Another British socialist and freethinker of a slightly later generation, George Bernard Shaw, recognized what Darwinism boils down to. Shaw, who held no particular religious beliefs and left instructions at his death that no one should try to erect a cross over his grave, wrote in 1921:

"[Darwinism] seems simple, because you do not at first realize all that it involves. But when its whole significance dawns on you, your heart sinks into a heap of sand within you. There is a hideous fatalism about it, a ghastly and damnable reduction of beauty and intelligence, of strength and purpose, of honor and aspiration."

Yes, the heart sinks. That easily could have been written not in 1921 but today. Even in troubled economic times, we are a vastly wealthy society -- yet one plagued by a hideous, gnawing, wasting sense of unease and dissatisfaction.
Modern man is in despair because he realizes that a world that has been purged of the transcendent is spiritually sterile, purposeless, and pointless:
Every real solution to this problem of despair assumes a reality beyond our mundane, one-dimensional and material one. How could it not? We are in despair, or fear falling into it -- whether we're religious or otherwise -- over the limitations of our own lives.

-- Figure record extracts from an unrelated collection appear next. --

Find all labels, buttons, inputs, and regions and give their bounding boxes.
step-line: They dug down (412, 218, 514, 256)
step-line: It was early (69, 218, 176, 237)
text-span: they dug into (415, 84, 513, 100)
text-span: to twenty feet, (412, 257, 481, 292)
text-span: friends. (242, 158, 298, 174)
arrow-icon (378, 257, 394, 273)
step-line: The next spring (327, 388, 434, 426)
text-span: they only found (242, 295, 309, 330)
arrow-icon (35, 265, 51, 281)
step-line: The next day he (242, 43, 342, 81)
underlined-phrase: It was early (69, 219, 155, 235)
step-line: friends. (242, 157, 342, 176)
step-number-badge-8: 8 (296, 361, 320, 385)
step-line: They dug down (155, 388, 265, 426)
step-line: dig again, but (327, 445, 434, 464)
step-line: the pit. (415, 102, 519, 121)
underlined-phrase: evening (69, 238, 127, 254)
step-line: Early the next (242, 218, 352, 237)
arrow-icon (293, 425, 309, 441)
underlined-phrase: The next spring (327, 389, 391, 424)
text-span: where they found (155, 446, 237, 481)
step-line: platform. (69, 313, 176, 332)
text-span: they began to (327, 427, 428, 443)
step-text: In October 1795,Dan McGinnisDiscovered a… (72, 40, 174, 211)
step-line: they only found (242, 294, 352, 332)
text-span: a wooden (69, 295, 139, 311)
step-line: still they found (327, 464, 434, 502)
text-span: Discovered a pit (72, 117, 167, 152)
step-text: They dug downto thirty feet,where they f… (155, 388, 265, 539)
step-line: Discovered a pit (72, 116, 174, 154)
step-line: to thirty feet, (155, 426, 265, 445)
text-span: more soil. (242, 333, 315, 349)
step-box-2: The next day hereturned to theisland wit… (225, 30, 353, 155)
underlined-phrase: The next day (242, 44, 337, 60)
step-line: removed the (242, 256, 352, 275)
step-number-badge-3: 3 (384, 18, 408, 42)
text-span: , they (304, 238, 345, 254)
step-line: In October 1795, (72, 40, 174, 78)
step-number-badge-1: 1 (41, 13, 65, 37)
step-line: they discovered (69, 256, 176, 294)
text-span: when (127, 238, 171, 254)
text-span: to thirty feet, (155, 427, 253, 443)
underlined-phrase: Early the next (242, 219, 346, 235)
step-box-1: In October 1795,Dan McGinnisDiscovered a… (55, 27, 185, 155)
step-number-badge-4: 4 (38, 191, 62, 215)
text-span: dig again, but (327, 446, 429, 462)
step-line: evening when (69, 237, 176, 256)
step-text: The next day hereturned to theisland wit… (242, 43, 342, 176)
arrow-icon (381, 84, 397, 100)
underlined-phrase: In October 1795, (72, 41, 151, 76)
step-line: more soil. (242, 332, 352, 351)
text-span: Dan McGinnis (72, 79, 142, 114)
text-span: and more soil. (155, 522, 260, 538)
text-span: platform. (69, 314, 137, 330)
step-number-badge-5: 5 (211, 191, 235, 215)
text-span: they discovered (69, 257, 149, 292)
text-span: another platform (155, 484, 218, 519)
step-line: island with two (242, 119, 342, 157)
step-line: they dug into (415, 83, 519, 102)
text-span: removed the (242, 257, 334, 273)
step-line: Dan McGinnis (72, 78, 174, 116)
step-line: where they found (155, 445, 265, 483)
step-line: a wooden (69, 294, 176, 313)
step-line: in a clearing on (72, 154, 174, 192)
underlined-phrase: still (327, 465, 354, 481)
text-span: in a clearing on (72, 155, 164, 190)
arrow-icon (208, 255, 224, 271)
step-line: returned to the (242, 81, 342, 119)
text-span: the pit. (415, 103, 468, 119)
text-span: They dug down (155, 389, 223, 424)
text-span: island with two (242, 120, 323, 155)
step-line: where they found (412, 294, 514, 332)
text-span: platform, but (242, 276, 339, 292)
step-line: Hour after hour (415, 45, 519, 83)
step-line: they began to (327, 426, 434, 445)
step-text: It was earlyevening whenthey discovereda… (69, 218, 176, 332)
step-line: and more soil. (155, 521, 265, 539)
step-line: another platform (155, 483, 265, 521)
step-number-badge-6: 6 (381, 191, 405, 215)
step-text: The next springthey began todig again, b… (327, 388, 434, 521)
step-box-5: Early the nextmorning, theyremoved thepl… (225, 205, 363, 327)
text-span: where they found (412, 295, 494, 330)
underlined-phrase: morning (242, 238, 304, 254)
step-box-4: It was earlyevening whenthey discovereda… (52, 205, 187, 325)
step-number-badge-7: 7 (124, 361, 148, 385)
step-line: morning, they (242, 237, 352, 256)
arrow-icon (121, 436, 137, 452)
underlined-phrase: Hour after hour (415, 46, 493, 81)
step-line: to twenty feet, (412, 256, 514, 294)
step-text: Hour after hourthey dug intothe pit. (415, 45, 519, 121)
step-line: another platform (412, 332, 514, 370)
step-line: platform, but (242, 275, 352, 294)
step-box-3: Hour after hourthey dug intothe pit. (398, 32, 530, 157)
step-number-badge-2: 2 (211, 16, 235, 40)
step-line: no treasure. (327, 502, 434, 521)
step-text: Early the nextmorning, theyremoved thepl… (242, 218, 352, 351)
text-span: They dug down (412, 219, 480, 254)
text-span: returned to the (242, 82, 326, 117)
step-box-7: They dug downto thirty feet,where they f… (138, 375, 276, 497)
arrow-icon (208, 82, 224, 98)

The ultimate limit is imposed by death, which we fear as no generation in memory seems to have done despite the overwhelming safety of our existence. In the meantime, while we are still alive, the lack of a sense of ultimate purpose and meaning that goes with the culture of materialism feeds the anxiety that underlies so much of that culture.

Materialism corrodes the confidence we might otherwise have that any search for meaning that we undertake is not necessarily in vain. Intelligent design offers the hope, by the refutation of materialist science, that "something is out there," whatever it might be, capable of granting genuine purpose to our existence.
If there is a designer of some sort "out there" it must be highly intelligent, very powerful, personal, and sufficiently concerned with us to have designed us to be the kind of beings who can experience love and a yearning for transcendence.

In other words, if there's a designer it would seem that it must be the very sort of being that could fill the emptiness in the vacant hearts of modern men. No wonder then that ID appeals to those who are still searching for something to make their lives meaningful.